Bookbitz | 02 February 2013 | Erin

B had a hard life and death certainly isn’t proving any easier. Raised by a violent racist father, plagued by moral uncertainties and in serious danger of failing to gain any GCSEs, a zombie apocalypse could perhaps have brought a little life relief to B’s life but that’s unfortunately not how things turned out.

 

Following the events of last year’s Zom-B, B is well and truly dead (and has a gaping hole in the chest instead of a beating heart to illustrate the point) but is far from resting in peace. Indeed, in Zom-B Underground poor B has to adjust to life as a member of the rampaging undead. Well, maybe not rampaging exactly since being killed by having your still beating heart ripped from your chest would put a dampener on anyone’s mood, but B is certainly still a walking, talking member of society despite an absence of life per se.

 

However, while the majority of zombies that are trundling the streets of London are concerned with nothing more than killing folk and munching on brains, B seems to have retained her original personality and powers of reason. This puzzles both B and the team of military scientists that have imprisoned B in a hi-tech underground bunker. It turns out that B is not the only teen to escape full conversion into a mindless zombie and so the scientists have rounded up a group of these “revitaliseds” in order to see if they can be of any use against the more common or garden variety zombies. In Zom-B Underground B therefore has to adapt to a new lifeless status while figuring out how to get along with the other zom-heads (that’s what the cool kids are calling the revitalised) and what the scientists might ultimately want from them.

 

Zom-B Underground is a grisly, brutally realistic account of life as a conflicted zombie. B is arguably far nicer as a zombie than as a person but is still far from being a saint. B does now seem have a lot more difficulty picking on zombies than when picking on school nerds and racial minorities in Zom-B but ultimately still has a serious temper and some major killing skills. Perhaps losing a heart caused B to gain some humanity? It’s a weighty question that doesn’t really get discussed but may crop up again later in the series.

 

One thing is for certain though, even in undead society, B is still an outsider. While B and the other zom-heads have retained their mental faculties in a way that the regular zombies have not, B seems to be the only one able to control her bloodlust. The rest of the gang that B is matched up with positively revel in torturing and killing regular zombies and so Zom-B Underground is often a real splatterfest. Despite taking place entirely in a supposedly secure, controlled bunker, in Zom-B Underground the high body count from Zom-B is maintained. It’s not wise to get to attached to any of Darren Shan’s characters.

 

There is a lot of action, fighting and extreme eating involved in Zom-B Underground but ultimately not a great deal happens. B gets to grow as a zombie character, there is a tiny bit of insight into the government’s response to the zombie crisis, and a Machiavellian potential Big Bad is introduced. All of these elements could have been developed much more but, perhaps unsurprisingly as it is only book two in a planned twelve book series, Zom-B Underground doesn’t get stuck into the details of anything. Hopefully future Zom-B books will have more depth to them since it has the potential to be an excellent, gory series.

 

B’s story will continue in Zom-B City in March 2013.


DESCRIPTION OF THE TASK:
Whenever a line in the entries includes the word "screenshot", copy that line out.

Start of Block

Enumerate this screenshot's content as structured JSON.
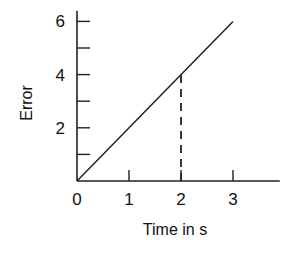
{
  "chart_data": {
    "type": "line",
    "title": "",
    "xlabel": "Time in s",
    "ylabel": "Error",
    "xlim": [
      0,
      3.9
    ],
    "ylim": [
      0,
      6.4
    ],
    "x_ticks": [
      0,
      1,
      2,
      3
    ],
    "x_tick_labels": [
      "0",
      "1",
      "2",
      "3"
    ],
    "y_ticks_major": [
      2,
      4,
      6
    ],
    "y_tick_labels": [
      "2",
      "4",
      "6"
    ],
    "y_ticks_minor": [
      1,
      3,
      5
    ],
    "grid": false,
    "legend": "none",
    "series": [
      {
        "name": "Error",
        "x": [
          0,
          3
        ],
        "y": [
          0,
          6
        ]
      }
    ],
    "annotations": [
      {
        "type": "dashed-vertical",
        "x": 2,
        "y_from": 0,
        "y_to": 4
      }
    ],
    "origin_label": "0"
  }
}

End of Block
Start of Block

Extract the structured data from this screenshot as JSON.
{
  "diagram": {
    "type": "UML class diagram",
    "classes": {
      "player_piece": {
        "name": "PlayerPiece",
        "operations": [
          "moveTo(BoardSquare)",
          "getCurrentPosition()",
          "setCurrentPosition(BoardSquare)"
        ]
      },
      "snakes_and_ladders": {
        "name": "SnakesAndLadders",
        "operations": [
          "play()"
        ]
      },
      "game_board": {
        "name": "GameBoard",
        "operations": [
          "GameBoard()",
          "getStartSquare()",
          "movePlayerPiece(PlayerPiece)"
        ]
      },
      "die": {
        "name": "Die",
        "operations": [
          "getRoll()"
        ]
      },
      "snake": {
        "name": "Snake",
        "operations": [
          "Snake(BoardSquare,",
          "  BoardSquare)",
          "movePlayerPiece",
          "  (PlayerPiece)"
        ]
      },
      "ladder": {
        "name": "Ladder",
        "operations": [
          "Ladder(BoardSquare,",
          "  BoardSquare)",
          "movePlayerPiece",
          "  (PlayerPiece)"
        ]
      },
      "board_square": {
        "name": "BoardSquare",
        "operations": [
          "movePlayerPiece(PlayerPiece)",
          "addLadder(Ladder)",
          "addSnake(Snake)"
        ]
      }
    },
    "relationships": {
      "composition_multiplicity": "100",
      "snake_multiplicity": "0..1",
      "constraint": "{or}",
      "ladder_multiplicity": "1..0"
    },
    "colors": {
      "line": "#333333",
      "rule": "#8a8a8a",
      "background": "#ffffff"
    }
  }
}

End of Block
Start of Block

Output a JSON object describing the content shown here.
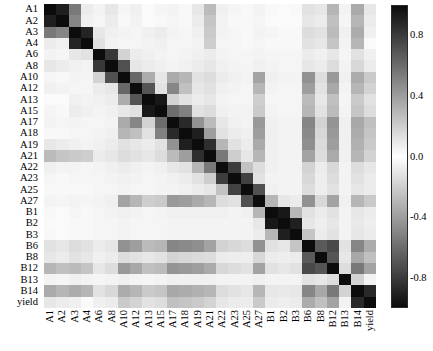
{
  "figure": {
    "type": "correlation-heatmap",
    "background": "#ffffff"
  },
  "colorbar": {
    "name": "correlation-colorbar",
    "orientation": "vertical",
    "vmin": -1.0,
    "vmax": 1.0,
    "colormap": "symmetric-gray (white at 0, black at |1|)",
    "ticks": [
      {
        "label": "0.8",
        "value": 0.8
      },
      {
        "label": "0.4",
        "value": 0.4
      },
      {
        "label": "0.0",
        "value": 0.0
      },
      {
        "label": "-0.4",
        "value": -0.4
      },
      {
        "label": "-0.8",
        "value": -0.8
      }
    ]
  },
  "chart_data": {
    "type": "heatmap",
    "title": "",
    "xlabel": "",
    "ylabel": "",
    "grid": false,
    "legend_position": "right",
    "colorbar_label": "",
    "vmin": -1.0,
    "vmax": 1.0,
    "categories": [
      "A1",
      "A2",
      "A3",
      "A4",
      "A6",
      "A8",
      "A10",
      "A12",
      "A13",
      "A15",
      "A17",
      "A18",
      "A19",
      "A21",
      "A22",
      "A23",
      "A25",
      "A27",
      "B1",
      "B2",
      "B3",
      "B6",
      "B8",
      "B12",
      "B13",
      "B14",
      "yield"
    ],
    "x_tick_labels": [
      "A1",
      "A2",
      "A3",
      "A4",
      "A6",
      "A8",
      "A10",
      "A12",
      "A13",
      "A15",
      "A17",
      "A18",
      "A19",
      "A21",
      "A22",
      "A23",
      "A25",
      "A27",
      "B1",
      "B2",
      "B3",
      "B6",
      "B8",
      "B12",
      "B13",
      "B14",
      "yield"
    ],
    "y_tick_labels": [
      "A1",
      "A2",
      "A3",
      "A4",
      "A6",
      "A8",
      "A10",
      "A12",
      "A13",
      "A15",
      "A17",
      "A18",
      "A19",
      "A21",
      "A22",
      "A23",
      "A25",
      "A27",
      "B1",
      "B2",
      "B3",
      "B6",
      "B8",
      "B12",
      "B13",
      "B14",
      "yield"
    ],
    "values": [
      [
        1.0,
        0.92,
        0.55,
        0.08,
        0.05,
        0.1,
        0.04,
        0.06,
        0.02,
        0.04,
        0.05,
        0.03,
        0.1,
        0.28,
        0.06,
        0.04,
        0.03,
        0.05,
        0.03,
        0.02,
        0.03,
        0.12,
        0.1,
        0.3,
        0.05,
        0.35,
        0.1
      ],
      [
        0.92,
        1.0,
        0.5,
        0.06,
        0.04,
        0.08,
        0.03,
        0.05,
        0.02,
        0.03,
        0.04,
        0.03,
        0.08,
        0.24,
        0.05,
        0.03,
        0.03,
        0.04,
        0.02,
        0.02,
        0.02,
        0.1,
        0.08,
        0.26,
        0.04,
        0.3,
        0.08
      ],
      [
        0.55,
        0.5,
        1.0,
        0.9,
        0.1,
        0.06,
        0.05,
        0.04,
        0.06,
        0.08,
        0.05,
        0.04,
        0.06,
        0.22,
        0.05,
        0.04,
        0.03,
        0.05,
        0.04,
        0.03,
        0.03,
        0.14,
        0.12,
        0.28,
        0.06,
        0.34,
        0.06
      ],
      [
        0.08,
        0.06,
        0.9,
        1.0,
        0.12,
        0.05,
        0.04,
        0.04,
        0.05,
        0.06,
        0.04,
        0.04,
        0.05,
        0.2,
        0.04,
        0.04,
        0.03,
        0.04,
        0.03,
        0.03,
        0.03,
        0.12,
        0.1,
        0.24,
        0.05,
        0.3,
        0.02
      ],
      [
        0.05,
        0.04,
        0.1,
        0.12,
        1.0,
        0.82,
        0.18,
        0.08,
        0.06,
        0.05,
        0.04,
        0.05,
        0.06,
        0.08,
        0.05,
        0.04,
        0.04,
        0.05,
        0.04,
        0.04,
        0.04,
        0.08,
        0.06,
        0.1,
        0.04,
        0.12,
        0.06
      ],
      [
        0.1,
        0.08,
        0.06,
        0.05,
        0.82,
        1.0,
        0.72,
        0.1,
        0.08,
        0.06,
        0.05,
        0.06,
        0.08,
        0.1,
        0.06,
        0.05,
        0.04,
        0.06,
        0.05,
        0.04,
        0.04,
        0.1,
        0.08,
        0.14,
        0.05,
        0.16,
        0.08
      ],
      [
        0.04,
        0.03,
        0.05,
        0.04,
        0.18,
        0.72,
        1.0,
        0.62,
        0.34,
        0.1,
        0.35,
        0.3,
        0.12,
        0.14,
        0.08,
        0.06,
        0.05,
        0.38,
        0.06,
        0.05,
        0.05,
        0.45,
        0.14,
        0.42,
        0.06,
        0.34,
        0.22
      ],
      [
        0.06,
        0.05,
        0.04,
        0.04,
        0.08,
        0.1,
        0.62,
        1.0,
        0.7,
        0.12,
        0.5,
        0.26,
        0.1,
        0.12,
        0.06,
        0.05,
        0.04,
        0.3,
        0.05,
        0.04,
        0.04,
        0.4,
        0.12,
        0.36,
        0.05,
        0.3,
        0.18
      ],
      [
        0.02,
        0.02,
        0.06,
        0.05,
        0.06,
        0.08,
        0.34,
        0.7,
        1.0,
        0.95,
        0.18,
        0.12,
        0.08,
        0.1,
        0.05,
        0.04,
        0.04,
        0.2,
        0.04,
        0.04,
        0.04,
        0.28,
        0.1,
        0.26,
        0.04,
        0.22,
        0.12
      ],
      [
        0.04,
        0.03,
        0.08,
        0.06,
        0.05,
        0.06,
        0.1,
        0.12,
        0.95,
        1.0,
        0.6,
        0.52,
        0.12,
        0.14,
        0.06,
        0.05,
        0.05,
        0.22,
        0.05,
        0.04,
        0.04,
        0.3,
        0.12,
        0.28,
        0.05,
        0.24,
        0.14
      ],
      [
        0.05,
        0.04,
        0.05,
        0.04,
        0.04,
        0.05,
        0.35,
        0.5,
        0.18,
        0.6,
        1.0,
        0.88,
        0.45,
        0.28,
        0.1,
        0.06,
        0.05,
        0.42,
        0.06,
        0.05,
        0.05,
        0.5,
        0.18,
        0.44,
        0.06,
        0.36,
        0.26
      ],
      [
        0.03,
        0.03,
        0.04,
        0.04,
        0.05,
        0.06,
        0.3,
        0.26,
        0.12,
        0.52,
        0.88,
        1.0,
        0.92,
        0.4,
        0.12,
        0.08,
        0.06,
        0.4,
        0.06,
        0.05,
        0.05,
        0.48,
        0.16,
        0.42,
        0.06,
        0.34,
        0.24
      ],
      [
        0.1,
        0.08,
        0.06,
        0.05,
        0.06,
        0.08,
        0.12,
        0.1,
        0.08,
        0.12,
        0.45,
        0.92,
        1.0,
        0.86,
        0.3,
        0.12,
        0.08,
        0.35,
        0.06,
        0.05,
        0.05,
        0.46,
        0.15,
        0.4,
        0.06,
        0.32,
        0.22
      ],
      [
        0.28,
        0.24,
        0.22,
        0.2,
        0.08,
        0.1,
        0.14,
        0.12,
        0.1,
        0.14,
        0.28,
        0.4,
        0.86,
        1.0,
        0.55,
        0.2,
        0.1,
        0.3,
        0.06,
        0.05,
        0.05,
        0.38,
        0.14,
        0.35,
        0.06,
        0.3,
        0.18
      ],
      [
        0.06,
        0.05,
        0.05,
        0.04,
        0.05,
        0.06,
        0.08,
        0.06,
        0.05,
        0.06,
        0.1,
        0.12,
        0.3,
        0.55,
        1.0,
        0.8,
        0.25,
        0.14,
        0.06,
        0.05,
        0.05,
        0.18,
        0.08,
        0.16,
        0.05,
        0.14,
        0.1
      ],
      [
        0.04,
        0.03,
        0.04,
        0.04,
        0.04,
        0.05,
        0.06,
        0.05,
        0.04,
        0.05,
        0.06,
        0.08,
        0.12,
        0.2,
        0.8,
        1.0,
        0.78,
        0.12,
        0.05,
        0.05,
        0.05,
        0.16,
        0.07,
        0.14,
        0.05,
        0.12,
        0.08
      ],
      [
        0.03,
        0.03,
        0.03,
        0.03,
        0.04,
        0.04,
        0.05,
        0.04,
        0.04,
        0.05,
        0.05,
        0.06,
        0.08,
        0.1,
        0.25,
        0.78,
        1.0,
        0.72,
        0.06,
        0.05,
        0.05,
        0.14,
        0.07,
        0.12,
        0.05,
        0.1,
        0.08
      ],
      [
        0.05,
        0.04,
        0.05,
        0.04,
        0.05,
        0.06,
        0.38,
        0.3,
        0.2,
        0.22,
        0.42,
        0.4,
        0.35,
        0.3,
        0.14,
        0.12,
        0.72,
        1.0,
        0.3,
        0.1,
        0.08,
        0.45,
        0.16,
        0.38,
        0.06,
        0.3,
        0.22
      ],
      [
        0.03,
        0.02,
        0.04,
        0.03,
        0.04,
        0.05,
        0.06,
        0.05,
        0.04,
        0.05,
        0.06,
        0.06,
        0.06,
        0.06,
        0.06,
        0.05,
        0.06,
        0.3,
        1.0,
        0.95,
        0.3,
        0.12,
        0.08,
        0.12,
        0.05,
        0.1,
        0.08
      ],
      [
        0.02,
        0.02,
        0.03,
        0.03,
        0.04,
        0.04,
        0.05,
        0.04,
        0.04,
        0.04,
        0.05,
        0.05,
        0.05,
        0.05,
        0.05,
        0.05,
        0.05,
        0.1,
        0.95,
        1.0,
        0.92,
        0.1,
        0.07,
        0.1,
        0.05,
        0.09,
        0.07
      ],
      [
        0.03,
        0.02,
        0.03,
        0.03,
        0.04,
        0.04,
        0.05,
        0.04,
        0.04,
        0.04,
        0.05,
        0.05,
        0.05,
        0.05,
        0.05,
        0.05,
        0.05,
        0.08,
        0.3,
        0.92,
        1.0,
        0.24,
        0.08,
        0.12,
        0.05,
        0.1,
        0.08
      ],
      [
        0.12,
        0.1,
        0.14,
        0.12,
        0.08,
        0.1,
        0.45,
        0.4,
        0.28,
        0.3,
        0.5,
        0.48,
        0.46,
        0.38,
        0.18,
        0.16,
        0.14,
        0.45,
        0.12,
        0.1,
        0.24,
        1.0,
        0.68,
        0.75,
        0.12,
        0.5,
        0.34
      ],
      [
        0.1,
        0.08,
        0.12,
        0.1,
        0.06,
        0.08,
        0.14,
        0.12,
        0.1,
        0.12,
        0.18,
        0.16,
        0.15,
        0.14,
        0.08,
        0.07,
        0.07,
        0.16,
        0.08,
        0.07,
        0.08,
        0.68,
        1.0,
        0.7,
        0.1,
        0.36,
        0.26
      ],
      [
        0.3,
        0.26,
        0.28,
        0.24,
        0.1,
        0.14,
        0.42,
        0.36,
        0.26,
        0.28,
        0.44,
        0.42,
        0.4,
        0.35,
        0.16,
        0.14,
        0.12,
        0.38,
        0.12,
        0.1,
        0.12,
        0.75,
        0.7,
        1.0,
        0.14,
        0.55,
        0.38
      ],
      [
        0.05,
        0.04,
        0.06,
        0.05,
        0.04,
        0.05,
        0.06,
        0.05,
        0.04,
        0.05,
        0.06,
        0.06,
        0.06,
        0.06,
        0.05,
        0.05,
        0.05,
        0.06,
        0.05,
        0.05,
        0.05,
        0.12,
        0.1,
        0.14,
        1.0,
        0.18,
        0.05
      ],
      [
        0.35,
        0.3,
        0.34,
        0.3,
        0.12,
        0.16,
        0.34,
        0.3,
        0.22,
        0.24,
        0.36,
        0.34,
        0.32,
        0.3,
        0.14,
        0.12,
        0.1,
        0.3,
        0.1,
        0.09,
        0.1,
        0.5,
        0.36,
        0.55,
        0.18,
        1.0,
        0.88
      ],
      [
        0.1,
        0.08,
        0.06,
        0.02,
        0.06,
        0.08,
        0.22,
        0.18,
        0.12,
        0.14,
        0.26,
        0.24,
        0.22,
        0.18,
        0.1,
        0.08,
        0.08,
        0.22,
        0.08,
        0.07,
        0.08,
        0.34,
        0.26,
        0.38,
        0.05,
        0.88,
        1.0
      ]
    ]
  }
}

End of Block

EXERCISE OUTPUT:
Enumerate this screenshot's content as structured JSON.
Extract the structured data from this screenshot as JSON.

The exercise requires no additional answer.